*** Opening Information provided ***

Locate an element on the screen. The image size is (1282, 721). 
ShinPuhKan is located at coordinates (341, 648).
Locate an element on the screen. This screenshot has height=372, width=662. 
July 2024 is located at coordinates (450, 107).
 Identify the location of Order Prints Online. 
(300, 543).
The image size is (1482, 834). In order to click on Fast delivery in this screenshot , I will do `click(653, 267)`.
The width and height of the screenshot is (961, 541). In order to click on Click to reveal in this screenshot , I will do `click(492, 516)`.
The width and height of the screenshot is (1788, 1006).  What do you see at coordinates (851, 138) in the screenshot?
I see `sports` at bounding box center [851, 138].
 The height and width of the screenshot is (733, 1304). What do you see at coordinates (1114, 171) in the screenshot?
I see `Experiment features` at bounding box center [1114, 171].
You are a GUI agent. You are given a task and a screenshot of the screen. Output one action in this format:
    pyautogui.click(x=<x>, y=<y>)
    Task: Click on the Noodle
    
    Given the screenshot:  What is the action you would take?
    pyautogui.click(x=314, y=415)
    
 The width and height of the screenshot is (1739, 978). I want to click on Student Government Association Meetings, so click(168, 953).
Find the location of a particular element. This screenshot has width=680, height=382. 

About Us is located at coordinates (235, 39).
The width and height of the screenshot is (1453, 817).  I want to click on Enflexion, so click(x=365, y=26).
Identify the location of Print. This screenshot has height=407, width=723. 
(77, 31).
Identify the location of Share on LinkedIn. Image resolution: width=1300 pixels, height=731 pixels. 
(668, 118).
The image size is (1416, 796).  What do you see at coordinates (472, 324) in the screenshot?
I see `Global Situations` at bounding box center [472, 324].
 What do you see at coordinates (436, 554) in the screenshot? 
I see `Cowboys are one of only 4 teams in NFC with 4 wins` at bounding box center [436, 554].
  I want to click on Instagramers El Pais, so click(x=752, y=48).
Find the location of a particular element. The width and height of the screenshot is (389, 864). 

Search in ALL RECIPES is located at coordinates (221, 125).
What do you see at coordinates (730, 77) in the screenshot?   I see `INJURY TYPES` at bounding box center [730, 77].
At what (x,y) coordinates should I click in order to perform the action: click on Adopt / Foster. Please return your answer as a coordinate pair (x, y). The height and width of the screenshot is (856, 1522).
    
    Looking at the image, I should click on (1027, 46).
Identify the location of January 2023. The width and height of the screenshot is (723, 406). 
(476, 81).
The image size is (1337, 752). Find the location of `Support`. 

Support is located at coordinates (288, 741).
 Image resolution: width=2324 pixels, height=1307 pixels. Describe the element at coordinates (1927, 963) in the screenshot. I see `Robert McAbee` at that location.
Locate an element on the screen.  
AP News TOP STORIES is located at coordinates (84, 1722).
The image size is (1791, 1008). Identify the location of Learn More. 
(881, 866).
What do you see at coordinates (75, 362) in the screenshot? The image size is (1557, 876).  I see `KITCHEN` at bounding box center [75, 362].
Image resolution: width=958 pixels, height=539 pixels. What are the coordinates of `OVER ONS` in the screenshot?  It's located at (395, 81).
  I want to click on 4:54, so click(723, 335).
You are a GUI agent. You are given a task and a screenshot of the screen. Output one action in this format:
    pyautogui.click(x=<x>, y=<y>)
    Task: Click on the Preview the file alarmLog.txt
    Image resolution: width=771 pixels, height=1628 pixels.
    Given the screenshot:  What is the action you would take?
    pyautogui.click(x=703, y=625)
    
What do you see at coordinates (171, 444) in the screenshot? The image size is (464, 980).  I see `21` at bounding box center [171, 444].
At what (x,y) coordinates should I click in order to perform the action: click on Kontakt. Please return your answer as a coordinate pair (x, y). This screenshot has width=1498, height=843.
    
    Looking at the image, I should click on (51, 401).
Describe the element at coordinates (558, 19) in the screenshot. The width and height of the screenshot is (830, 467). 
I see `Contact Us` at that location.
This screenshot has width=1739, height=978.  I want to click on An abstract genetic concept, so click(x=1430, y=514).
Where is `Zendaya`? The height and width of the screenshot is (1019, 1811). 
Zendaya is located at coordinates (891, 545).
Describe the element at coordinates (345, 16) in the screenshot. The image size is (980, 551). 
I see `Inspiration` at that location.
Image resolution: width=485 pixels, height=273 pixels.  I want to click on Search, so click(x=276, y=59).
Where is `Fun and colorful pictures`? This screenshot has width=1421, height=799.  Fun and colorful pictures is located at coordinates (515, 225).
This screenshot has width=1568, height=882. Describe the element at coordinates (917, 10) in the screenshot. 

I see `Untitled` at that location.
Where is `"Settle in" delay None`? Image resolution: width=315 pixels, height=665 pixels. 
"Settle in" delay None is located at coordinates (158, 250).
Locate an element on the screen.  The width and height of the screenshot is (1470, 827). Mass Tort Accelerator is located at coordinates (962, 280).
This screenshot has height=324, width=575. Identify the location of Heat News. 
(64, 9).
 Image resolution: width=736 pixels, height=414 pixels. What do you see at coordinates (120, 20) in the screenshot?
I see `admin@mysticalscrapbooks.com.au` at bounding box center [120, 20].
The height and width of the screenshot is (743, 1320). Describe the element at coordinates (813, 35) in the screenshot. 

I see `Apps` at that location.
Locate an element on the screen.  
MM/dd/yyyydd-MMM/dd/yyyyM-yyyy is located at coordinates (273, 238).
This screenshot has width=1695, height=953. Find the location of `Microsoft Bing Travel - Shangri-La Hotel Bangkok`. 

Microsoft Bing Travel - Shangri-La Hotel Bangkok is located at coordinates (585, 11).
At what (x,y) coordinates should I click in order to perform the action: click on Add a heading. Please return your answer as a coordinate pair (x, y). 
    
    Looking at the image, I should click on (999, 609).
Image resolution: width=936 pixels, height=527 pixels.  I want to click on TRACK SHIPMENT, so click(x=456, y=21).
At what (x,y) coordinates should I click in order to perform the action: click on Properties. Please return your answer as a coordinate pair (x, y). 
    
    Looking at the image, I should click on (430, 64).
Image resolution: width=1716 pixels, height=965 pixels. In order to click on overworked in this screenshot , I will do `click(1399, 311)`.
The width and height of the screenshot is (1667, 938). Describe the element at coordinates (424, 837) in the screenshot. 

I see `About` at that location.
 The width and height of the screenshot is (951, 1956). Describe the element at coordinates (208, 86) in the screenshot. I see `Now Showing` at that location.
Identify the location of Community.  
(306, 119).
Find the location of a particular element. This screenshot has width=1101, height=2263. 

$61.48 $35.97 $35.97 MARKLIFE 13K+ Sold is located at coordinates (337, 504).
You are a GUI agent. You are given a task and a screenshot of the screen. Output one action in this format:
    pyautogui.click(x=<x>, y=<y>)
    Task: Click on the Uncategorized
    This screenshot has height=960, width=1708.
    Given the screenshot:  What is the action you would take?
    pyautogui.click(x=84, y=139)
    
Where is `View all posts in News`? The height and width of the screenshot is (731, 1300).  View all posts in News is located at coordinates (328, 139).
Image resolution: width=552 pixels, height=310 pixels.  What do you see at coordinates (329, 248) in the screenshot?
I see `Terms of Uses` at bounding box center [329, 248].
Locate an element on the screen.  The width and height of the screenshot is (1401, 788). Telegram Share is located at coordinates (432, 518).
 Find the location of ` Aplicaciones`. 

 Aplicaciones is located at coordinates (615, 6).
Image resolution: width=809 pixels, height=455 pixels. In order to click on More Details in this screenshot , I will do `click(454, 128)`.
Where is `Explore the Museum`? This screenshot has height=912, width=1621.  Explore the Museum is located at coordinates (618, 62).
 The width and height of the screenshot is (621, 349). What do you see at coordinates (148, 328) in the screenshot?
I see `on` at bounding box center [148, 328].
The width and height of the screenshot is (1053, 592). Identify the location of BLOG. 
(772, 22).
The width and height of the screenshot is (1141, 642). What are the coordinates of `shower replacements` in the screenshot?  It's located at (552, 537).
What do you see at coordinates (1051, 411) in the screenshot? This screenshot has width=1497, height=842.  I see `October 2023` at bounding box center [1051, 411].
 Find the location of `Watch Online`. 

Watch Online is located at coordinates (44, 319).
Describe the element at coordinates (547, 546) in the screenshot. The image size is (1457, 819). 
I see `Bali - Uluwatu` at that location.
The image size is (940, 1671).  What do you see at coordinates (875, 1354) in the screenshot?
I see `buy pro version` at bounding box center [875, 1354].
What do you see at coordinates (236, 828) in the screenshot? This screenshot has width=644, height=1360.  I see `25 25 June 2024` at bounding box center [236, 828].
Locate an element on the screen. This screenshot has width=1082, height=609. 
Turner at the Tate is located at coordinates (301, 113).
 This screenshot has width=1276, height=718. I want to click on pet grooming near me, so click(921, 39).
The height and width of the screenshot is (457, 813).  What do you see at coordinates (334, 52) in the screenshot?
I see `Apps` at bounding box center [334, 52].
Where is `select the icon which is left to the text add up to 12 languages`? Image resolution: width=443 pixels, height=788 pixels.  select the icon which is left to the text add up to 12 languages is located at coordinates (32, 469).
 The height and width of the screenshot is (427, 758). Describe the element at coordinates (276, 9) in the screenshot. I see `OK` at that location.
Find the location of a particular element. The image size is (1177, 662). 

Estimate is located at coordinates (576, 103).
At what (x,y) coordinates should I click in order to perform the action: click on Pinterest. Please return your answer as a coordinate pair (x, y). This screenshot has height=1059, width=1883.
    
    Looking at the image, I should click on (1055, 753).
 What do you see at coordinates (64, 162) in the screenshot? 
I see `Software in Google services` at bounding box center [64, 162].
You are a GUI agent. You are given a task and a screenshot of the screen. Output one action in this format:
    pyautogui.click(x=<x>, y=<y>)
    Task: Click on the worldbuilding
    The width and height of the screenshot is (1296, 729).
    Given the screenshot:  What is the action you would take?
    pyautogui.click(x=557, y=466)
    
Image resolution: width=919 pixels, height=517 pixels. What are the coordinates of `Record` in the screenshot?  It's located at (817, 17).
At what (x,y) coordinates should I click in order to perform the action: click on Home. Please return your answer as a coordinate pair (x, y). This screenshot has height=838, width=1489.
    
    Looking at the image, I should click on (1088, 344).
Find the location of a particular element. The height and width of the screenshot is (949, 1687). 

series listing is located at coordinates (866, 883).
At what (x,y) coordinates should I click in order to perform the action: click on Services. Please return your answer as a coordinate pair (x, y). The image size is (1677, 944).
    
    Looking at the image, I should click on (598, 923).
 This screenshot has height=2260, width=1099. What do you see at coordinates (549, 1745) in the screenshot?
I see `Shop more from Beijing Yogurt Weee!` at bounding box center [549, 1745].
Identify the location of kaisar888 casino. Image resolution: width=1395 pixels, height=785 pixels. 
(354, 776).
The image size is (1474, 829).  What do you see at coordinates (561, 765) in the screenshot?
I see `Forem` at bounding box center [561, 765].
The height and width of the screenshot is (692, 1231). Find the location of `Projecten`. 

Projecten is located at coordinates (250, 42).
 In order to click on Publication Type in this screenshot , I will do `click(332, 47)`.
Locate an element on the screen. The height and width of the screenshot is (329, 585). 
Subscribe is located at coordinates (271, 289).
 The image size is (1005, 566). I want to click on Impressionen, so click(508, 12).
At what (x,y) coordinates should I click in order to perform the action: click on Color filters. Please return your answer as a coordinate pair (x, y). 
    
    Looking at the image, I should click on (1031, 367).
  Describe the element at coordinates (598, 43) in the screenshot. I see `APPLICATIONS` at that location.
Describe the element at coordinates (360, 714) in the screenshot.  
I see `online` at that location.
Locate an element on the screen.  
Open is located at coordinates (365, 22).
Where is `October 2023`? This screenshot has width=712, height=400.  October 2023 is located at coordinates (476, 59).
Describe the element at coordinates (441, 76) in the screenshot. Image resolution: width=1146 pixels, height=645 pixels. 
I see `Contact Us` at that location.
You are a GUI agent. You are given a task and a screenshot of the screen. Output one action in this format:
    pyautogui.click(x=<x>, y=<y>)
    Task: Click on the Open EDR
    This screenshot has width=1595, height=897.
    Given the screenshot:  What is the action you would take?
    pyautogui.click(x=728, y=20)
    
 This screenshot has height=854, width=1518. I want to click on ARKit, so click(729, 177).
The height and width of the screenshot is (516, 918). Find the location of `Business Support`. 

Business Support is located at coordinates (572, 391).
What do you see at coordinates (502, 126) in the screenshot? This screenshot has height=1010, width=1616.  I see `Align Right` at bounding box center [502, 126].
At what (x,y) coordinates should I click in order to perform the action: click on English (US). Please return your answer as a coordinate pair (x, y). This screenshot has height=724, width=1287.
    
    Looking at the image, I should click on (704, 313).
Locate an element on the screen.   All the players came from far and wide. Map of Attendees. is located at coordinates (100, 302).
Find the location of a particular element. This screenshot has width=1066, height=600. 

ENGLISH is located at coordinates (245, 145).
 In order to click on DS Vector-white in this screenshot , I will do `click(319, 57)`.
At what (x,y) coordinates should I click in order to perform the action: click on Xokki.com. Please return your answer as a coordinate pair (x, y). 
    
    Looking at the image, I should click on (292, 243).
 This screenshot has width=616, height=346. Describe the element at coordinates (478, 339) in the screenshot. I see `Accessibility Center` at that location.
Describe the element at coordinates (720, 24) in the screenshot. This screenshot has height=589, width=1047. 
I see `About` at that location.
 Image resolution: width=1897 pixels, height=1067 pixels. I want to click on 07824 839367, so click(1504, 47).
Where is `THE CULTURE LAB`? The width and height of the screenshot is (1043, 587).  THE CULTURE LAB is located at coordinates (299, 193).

*** Closing Information provided ***

● **Aim of the exercise**
Look for the string "October" in the entries above. Copy every line that has it.

● **Task output**
What do you see at coordinates (1051, 411) in the screenshot? This screenshot has width=1497, height=842.  I see `October 2023` at bounding box center [1051, 411].
Where is `October 2023`? This screenshot has width=712, height=400.  October 2023 is located at coordinates (476, 59).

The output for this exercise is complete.